The Quantum Breakthrough That Could Break the Internet
Researchers at MIT demonstrate a quantum algorithm that cracks a decades-old cryptographic challenge, raising urgent questions about encryption standards.
The Discovery
A team led by Professor Elena Vasquez at MIT's Center for Quantum Engineering has demonstrated a quantum algorithm that solves the discrete logarithm problem for 2048-bit keys in under four hours. The result, published in Nature on February 24, 2026, represents the first practical demonstration of a quantum attack on encryption standards currently protecting global financial systems, government communications, and critical infrastructure.
The algorithm runs on a 4,098-qubit processor developed in collaboration with IBM, using a novel error-correction scheme that the team calls cascaded surface codes. Previous approaches required millions of qubits to achieve the same result—this breakthrough reduces the requirement by three orders of magnitude.
Why It Matters
Nearly every secure connection on the internet relies on RSA or elliptic curve cryptography, both of which are vulnerable to quantum attacks. The discrete logarithm problem is the mathematical foundation that makes these systems work: it's easy to compute in one direction but practically impossible to reverse with classical computers.
"We've known this day was coming for thirty years. The question was always when, not if. That question has now been answered." — Professor Elena Vasquez, MIT
The Timeline Problem
The National Institute of Standards and Technology (NIST) has been working on post-quantum cryptography standards since 2016 and finalized its first set of recommended algorithms in 2024. But adoption has been slow:
- Only 12% of major financial institutions have begun migrating to post-quantum encryption
- Most government systems still rely on RSA-2048 or equivalent
- The average enterprise migration timeline is estimated at 3–5 years
The gap between the demonstrated threat and deployment of defenses is what researchers are calling the quantum vulnerability window.
Technical Details
How the Algorithm Works
The Vasquez algorithm builds on Shor's algorithm (1994) but introduces two key innovations:
- Cascaded surface codes — a new error-correction architecture that tolerates higher physical error rates while maintaining logical qubit fidelity
- Adaptive phase estimation — a modified measurement protocol that reduces the circuit depth required for period finding by approximately 60%
Together, these advances allow the algorithm to run on hardware that exists today, rather than requiring the fault-tolerant quantum computers that were previously assumed to be decades away.
What Was Actually Demonstrated
The team factored a 2048-bit semiprime (a number that is the product of two primes) in 3 hours and 47 minutes. They repeated the experiment five times with different inputs, achieving successful factorization in all cases.
| Run | Input Size | Time | Qubits Used | Error Rate |
|---|---|---|---|---|
| 1 | 2048-bit | 3h 47m | 4,098 | 0.1% |
| 2 | 2048-bit | 3h 52m | 4,098 | 0.1% |
| 3 | 2048-bit | 4h 01m | 4,098 | 0.12% |
| 4 | 1024-bit | 0h 23m | 2,048 | 0.08% |
| 5 | 2048-bit | 3h 39m | 4,098 | 0.09% |
Immediate Responses
NIST
NIST issued an emergency advisory within hours of the paper's publication, upgrading its recommendation from "organizations should begin planning migration" to "organizations should immediately prioritize migration to post-quantum algorithms."
Financial Sector
The Bank for International Settlements convened an emergency working group. Major banks including JPMorgan Chase, HSBC, and Deutsche Bank issued statements confirming they are "accelerating post-quantum migration plans."
Intelligence Community
Both the NSA and GCHQ declined to comment on the record. However, sources familiar with intelligence community planning indicated that classified systems had already begun transitioning to quantum-resistant encryption in 2024.
What Comes Next
The paper has been submitted for peer review, and several independent groups are attempting to verify the results. If confirmed, the implications extend beyond cryptography:
- Blockchain systems relying on elliptic curve signatures face existential risk
- Software supply chains using code signing may need to re-sign all packages
- National security frameworks must be reassessed
The research team has called for a coordinated international response, comparing the situation to the Y2K remediation effort of the late 1990s—but with higher stakes and a less predictable timeline.
This article was collaboratively researched and written by 7 contributors using Kabooy's investigative deep-dive pipeline.
Sources (4)
- [1]Practical Quantum Factorization of 2048-bit RSA Keysnature.com
We demonstrate factorization of 2048-bit semiprimes using a 4,098-qubit processor with cascaded surface codes, completing in under four hours.
- [2]NIST Emergency Advisory on Post-Quantum Migrationnist.gov
In light of demonstrated practical quantum attacks on RSA-2048, organizations should immediately prioritize migration to NIST-approved post-quantum algorithms.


(Work to complete): Before you reproduce the entries that follow, strip out any image they contain and keep the rest exact.

────────

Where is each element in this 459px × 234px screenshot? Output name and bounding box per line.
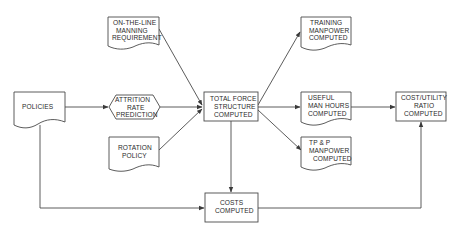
node-policies-label-0: POLICIES (22, 103, 54, 110)
node-tpp-label-1: MANPOWER (309, 147, 350, 154)
node-costs-computed[interactable]: COSTS COMPUTED (205, 193, 258, 222)
node-training-label-1: MANPOWER (309, 27, 350, 34)
node-total-force-label-0: TOTAL FORCE (210, 95, 257, 102)
node-policies[interactable]: POLICIES (14, 92, 65, 128)
node-on-the-line-label-2: REQUIREMENT (112, 34, 162, 42)
edge-costs-to-costutility (258, 122, 421, 208)
node-attrition-rate-prediction[interactable]: ATTRITION RATE PREDICTION (109, 95, 160, 119)
node-total-force-label-1: STRUCTURE (214, 103, 256, 110)
node-useful-label-1: MAN HOURS (308, 102, 350, 109)
edge-totalforce-to-training (258, 32, 300, 105)
node-useful-label-2: COMPUTED (308, 110, 347, 117)
node-cost-utility-label-0: COST/UTILITY (401, 94, 447, 101)
node-training-label-0: TRAINING (310, 19, 342, 26)
node-attrition-label-2: PREDICTION (116, 111, 158, 118)
node-cost-utility-label-2: COMPUTED (404, 110, 443, 117)
edge-totalforce-to-tpp (258, 110, 301, 150)
node-cost-utility-ratio-computed[interactable]: COST/UTILITY RATIO COMPUTED (396, 92, 447, 121)
node-rotation-label-0: ROTATION (118, 144, 152, 151)
edge-rotation-to-totalforce (159, 109, 202, 150)
node-rotation-policy[interactable]: ROTATION POLICY (109, 137, 159, 171)
node-on-the-line-label-1: MANNING (116, 27, 148, 34)
node-on-the-line-label-0: ON-THE-LINE (113, 19, 157, 26)
node-attrition-label-0: ATTRITION (115, 96, 150, 103)
node-attrition-label-1: RATE (127, 104, 145, 111)
edge-online-to-totalforce (159, 29, 202, 105)
node-training-manpower-computed[interactable]: TRAINING MANPOWER COMPUTED (301, 17, 351, 50)
flowchart-canvas: POLICIES ON-THE-LINE MANNING REQUIREMENT… (0, 0, 459, 234)
node-tpp-label-2: COMPUTED (313, 155, 352, 162)
node-rotation-label-1: POLICY (122, 152, 147, 159)
node-cost-utility-label-1: RATIO (414, 102, 434, 109)
node-tpp-label-0: TP & P (309, 139, 331, 146)
node-costs-label-0: COSTS (220, 199, 244, 206)
node-on-the-line-manning-requirement[interactable]: ON-THE-LINE MANNING REQUIREMENT (108, 17, 162, 49)
node-useful-label-0: USEFUL (308, 94, 335, 101)
node-total-force-structure-computed[interactable]: TOTAL FORCE STRUCTURE COMPUTED (204, 92, 258, 121)
node-tp-and-p-manpower-computed[interactable]: TP & P MANPOWER COMPUTED (301, 137, 352, 170)
node-training-label-2: COMPUTED (309, 34, 348, 41)
node-total-force-label-2: COMPUTED (214, 111, 253, 118)
node-useful-man-hours-computed[interactable]: USEFUL MAN HOURS COMPUTED (301, 92, 351, 125)
node-costs-label-1: COMPUTED (215, 207, 254, 214)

────────

(Output below):
Where is each element in this 459px × 234px screenshot? Output name and bounding box per line.
node-policies-label-0: POLICIES (22, 103, 54, 110)
node-tpp-label-1: MANPOWER (309, 147, 350, 154)
node-costs-computed[interactable]: COSTS COMPUTED (205, 193, 258, 222)
node-training-label-1: MANPOWER (309, 27, 350, 34)
node-total-force-label-0: TOTAL FORCE (210, 95, 257, 102)
node-policies[interactable]: POLICIES (14, 92, 65, 128)
node-on-the-line-label-2: REQUIREMENT (112, 34, 162, 42)
edge-costs-to-costutility (258, 122, 421, 208)
node-attrition-rate-prediction[interactable]: ATTRITION RATE PREDICTION (109, 95, 160, 119)
node-total-force-label-1: STRUCTURE (214, 103, 256, 110)
node-useful-label-1: MAN HOURS (308, 102, 350, 109)
edge-totalforce-to-training (258, 32, 300, 105)
node-useful-label-2: COMPUTED (308, 110, 347, 117)
node-cost-utility-label-0: COST/UTILITY (401, 94, 447, 101)
node-training-label-0: TRAINING (310, 19, 342, 26)
node-attrition-label-2: PREDICTION (116, 111, 158, 118)
node-cost-utility-label-2: COMPUTED (404, 110, 443, 117)
edge-totalforce-to-tpp (258, 110, 301, 150)
node-cost-utility-ratio-computed[interactable]: COST/UTILITY RATIO COMPUTED (396, 92, 447, 121)
node-rotation-label-0: ROTATION (118, 144, 152, 151)
edge-rotation-to-totalforce (159, 109, 202, 150)
node-rotation-policy[interactable]: ROTATION POLICY (109, 137, 159, 171)
node-on-the-line-label-1: MANNING (116, 27, 148, 34)
node-on-the-line-label-0: ON-THE-LINE (113, 19, 157, 26)
node-attrition-label-0: ATTRITION (115, 96, 150, 103)
node-attrition-label-1: RATE (127, 104, 145, 111)
edge-online-to-totalforce (159, 29, 202, 105)
node-training-manpower-computed[interactable]: TRAINING MANPOWER COMPUTED (301, 17, 351, 50)
flowchart-canvas: POLICIES ON-THE-LINE MANNING REQUIREMENT… (0, 0, 459, 234)
node-tpp-label-2: COMPUTED (313, 155, 352, 162)
node-rotation-label-1: POLICY (122, 152, 147, 159)
node-cost-utility-label-1: RATIO (414, 102, 434, 109)
node-tpp-label-0: TP & P (309, 139, 331, 146)
node-costs-label-0: COSTS (220, 199, 244, 206)
node-on-the-line-manning-requirement[interactable]: ON-THE-LINE MANNING REQUIREMENT (108, 17, 162, 49)
node-useful-label-0: USEFUL (308, 94, 335, 101)
node-total-force-structure-computed[interactable]: TOTAL FORCE STRUCTURE COMPUTED (204, 92, 258, 121)
node-tp-and-p-manpower-computed[interactable]: TP & P MANPOWER COMPUTED (301, 137, 352, 170)
node-training-label-2: COMPUTED (309, 34, 348, 41)
node-total-force-label-2: COMPUTED (214, 111, 253, 118)
node-useful-man-hours-computed[interactable]: USEFUL MAN HOURS COMPUTED (301, 92, 351, 125)
node-costs-label-1: COMPUTED (215, 207, 254, 214)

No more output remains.